Monday, October 11, 2010

Your health may depend on where your beef comes from! (Rule #8)

Often times, we make a decision to purchase a particular food due to either its health or environmental ramifications. Is the food high in calories and nutritionally deficient? Was the food produced locally and organically or oversees by individuals that do not think twice about how their practices impact the health of the environment? There has been a lot of talk about grass fed beef lately, and I found a great study that promotes eating it not just because it is better for the environment and our health, but because it could change the amount of calories consumed - even by those that are not aware of the differences between beef from grain and grass fed cattle.

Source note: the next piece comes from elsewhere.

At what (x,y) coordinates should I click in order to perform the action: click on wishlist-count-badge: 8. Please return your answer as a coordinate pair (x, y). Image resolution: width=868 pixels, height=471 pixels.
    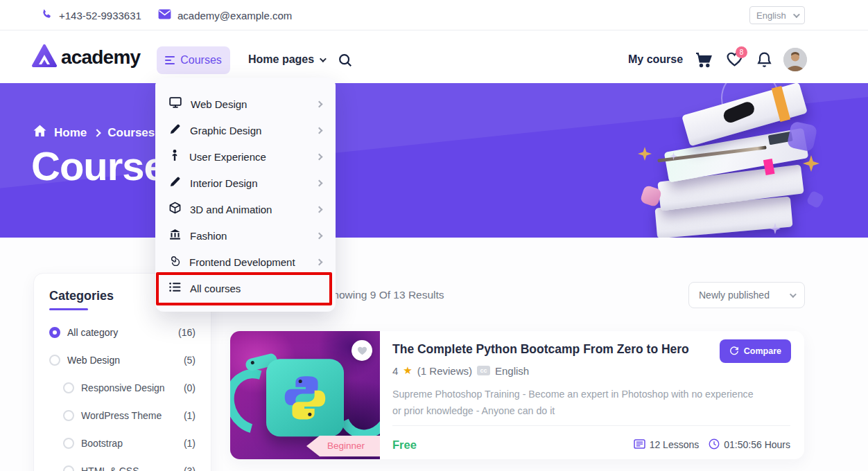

Because meat from grass-fed animals is lower in fat than meat from grain-fed animals, it is also lower in calories. (Fat has 9 calories per gram, compared with only 4 calories for protein and carbohydrates. The greater the fat content, the greater the number of calories.) As an example, a 6-ounce steak from a grass-finished steer can have 100 fewer calories than a 6-ounce steak from a grain-fed steer. If you eat a typical amount of beef (66.5 pounds a year), switching to lean grassfed beef will save you 17,733 calories a year—without requiring any willpower or change in your eating habits. If everything else in your diet remains constant, you'll lose about six pounds a year. If all Americans switched to grassfed meat, our national epidemic of obesity might diminish.

While changing over to a 100% grass fed beef diet may not be realistic for most (financially, accessibility) and changing this behavior alone is not the panacea of the obesity epidemic, it is a great step in the quest to being more sustainable in your overall wellness!